Re: integrating manually: Building a universal framework and linking the locations properly is not within the scope of this project. I would recommend just integrating the project so it builds a proper binary based upon the build target architecture

AlexIzh commented 5 years ago

https://github.com/iwasrobbed/Down/issues/57 The same problem, but solution just insert Down.project inside your project is not solution for all cases, because sometimes you have to just use .framework file without sources.

If using resulting framework file without sources is not within the scope of this project, then update README file:

carthage update --platform iOS

Or manually install:

Clone this repository
Build the Down project
Add the resulting framework file to your project
?
Profit

Both these installations are not working properly. Carthage is working only if you store Checkouts folders. Manually install working only if you either store sources of the project too or use it like subproject, but not resulting framework file.

Again, it is not related to carthage only. Just create framework file and use it with any project, then remove sources of Down project, you should be able to use .framework file then, but you can't.

iwasrobbed commented 5 years ago

@128keaton or @phoney Any insights here?

iwasrobbed commented 5 years ago

@AlexIzh Yes, the readme is wrong in that scenario. You can't just integrate a resulting .framework because it won't have all build slices needed for devices and simulators (aka it's not a fat binary or universal framework)

I believe Carthage pre-compiles into universal frameworks and then strips frameworks of simulator slices when archiving for the app store, so you'd have to do the same if you're doing things manually.

AlexIzh commented 5 years ago

@iwasrobbed you cannot use it not because of you don't have fat binary :) even if you create a fat binary yourselves, you won't be able to use this framework file without sources. if you try to remove sources, you will get the error from topic

iwasrobbed commented 5 years ago

I'd start with the modulemap and go from there. I am on vacation for the next 2 weeks so I don't have a computer to dig in.

Like I said earlier, this had to work for 4 different integration scenarios across 3 different target devices so if someone has a fix that doesn't break others, I'm happy to have a look

For now, I'd work around it until we can fix

ollieatkinson commented 5 years ago

For parties interested, I added the following as an xcconfig parameter to workaround the issue:

SWIFT_INCLUDE_PATHS = $(inherited) $(PROJECT_DIR)/Carthage/Checkouts/down/Source/cmark
nfgrilo commented 5 years ago

FTR, I can no longer reproduce this issue since the project I'm working on was upgraded to Swift 5.
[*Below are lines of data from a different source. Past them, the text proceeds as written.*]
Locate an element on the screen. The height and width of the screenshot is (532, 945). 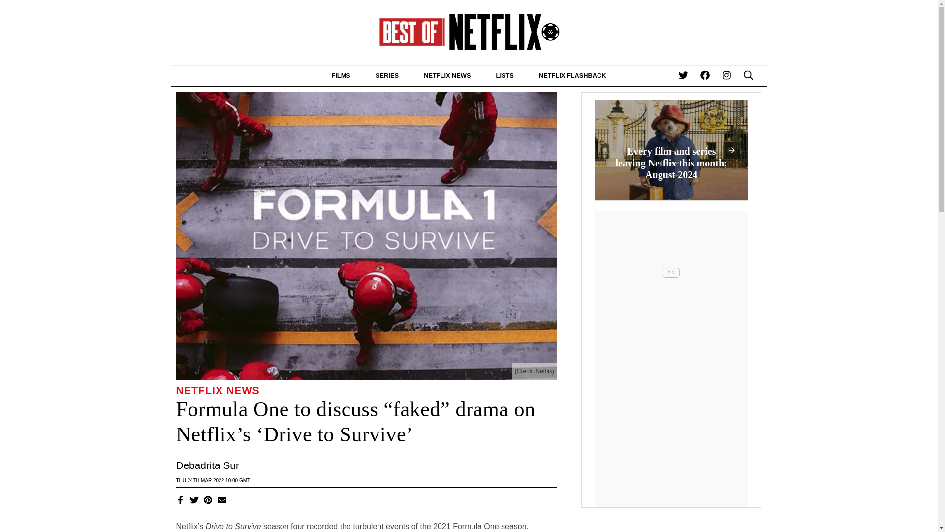
NETFLIX NEWS is located at coordinates (218, 390).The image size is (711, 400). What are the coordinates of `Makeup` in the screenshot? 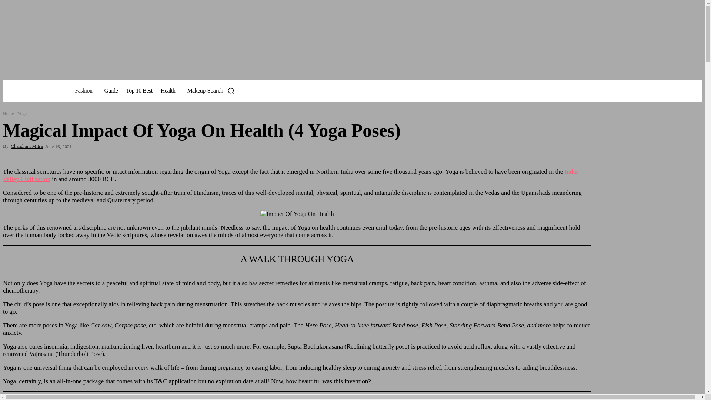 It's located at (196, 90).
iwasrobbed commented 5 years ago

Going to close this out as a Carthage integration detail. If someone has a fix that needs applying within this repo itself, feel free to open a pull request with it. Otherwise, this issue will act as docs for others

BrentMifsud commented 4 years ago

This also happens with Cocoapods Binary plugin.

I dont think this is specifically an issue with Carthage, but an issue with using Down as a .framework

kenmorse commented 3 years ago

I dont think this is specifically an issue with Carthage, but an issue with using Down as a .framework

Agreed; this seems to be an issue of relating specifically to the way cmark is pulled into the project.

erikkerber commented 3 years ago

For anyone interested – I have a branch that refactors the packaging of this framework a bit in a way that makes it portable, and obviates the need to add the cmark directory to the Swift includes path:

https://github.com/erikkerber/Down/tree/ek/portable-framework

It's a pretty early prototype that will work for me for now, which is all to say I haven't tested it hasn't broken anything with SPM. I used the technique described here, which involves making libcmark a submodule of Down.

Take note in my branch I also renamed the module DownLib because the module name was conflicting with the Down type in the generated swiftinterface when building with library evolution. The old "module name and type name are ambiguous" problem when using the fully qualified . syntax (which swiftinterface files do).